There is a consistent failure of one test on one builder:

innodb.innodb_defrag_concurrent          w35 [ fail ]
        Test ended at 2024-08-12 14:46:16
CURRENT_TEST: innodb.innodb_defrag_concurrent
--- /home/buildbot/amd64-debian-11-msan/build/mysql-test/suite/innodb/r/innodb_defrag_concurrent.result	2024-08-12 13:55:13.000000000 +0000
+++ /home/buildbot/amd64-debian-11-msan/build/mysql-test/suite/innodb/r/innodb_defrag_concurrent.reject	2024-08-12 14:46:15.834980248 +0000
@@ -77,6 +77,7 @@
 test.t1	optimize	status	OK
 check table t1 extended;
 Table	Op	Msg_type	Msg_text
+test.t1	check	Warning	InnoDB: Clustered index record not found for index `third` of table `test`.`t1`: COMPACT RECORD(info_bits=32, 2 fields): {[4]    (0x800007D0),[4]  FQ(0x80004651)}
 test.t1	check	status	OK
 select count(*) from t1;
 count(*)
Result length mismatch

All 3 failures are similar: https://buildbot.mariadb.org/#/builders/572/builds/11878/steps/7/logs/stdio https://buildbot.mariadb.org/#/builders/572/builds/11896/steps/7/logs/stdio https://buildbot.mariadb.org/#/builders/572/builds/11900/steps/7/logs/stdio

I think that we can safely ignore this failure.

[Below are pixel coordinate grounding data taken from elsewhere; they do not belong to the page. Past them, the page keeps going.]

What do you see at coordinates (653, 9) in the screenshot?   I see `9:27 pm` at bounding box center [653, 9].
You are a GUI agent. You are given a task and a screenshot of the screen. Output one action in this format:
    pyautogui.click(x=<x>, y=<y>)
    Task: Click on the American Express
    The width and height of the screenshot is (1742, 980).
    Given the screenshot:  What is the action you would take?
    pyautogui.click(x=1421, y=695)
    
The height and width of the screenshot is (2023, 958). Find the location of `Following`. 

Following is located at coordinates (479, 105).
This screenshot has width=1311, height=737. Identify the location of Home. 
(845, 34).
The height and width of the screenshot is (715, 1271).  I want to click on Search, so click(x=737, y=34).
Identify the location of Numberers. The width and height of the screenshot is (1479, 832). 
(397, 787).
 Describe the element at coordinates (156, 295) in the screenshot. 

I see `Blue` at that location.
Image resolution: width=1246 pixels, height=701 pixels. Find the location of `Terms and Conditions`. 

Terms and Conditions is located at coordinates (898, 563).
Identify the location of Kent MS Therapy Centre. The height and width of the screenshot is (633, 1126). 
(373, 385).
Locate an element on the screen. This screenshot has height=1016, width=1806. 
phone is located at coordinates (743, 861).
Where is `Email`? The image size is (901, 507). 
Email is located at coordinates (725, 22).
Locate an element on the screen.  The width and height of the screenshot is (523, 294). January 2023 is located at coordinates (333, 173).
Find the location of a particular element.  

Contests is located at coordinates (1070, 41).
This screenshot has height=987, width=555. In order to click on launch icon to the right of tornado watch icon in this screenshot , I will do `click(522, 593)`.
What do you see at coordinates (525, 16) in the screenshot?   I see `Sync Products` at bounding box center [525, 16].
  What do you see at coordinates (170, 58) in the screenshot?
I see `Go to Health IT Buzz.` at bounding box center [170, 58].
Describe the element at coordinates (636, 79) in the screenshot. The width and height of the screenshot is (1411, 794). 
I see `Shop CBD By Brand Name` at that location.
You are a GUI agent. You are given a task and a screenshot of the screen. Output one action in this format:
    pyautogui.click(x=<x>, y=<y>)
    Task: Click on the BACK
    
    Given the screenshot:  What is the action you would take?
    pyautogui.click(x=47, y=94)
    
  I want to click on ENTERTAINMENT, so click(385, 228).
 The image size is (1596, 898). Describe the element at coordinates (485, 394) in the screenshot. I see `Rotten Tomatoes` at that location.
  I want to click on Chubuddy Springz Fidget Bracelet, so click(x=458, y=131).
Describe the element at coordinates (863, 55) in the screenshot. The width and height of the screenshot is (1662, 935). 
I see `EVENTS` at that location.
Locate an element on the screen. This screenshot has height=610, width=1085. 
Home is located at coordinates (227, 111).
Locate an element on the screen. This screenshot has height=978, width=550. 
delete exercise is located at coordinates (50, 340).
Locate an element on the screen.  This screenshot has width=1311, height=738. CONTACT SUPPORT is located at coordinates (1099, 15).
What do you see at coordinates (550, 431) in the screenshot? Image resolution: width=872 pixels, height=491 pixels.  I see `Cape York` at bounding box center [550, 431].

Because I can reproduce the failure rather easily on my local system without using MemorySanitizer, I took a deeper look at this. The problem is not reproducible when executing a normal OPTIMIZE TABLE (without defragmentation). Because a variant of the problem is reproducible after removing the OPTIMIZE TABLE, this should be a simple case of MDEV-29823:

CURRENT_TEST: innodb.innodb_defrag_concurrent
--- /mariadb/10.6/mysql-test/suite/innodb/r/innodb_defrag_concurrent.result	2024-08-27 10:34:10.711965386 +0300
+++ /mariadb/10.6/mysql-test/suite/innodb/r/innodb_defrag_concurrent.reject	2024-08-27 10:34:59.188564498 +0300
@@ -74,6 +74,7 @@
 disconnect con4;
 check table t1 extended;
 Table	Op	Msg_type	Msg_text
+test.t1	check	Warning	InnoDB: Unpurged clustered index record in table `test`.`t1`: COMPACT RECORD(info_bits=32, 8 fields): {[4]  % (0x80002516),[6]     ;(0x00000000F33B),[7]/    / (0x2F000001C52FBA),[256]AAAAAAAAAAAAAAAAAAAAAAAAAAAAAAAAAAAAAAAAAAAAAAAAAAAAAAAAAAAAAAAAAAAAAAAAAAAAAAAAAAAAAAAAAAAAAAAAAAAAAAAAAAAAAAAAAAAAAAAAAAAAAAAAAAAAAAAAAAAAAAAAAAAAAAAAAAAAAAAAAAAAAAAAAAAAAAAAAAAAAAAAAAAAAAAAAAAAAAAAAAAAAAAAAAAAAAAAAAAAAAAAAAAAAAAAAAAAAAAAAAAAAAAAAAAAAAAA(0x414141414141414141414141414141414141414141414141414141414141414141414
 test.t1	check	status	OK
 select count(*) from t1;
 count(*)

Result length mismatch

48becffd072fd90f53e4d61c02f665a7c5b58f32 addresses this by removing the CHECK TABLE attribute EXTENDED, so that there will be no complaints about orphan records.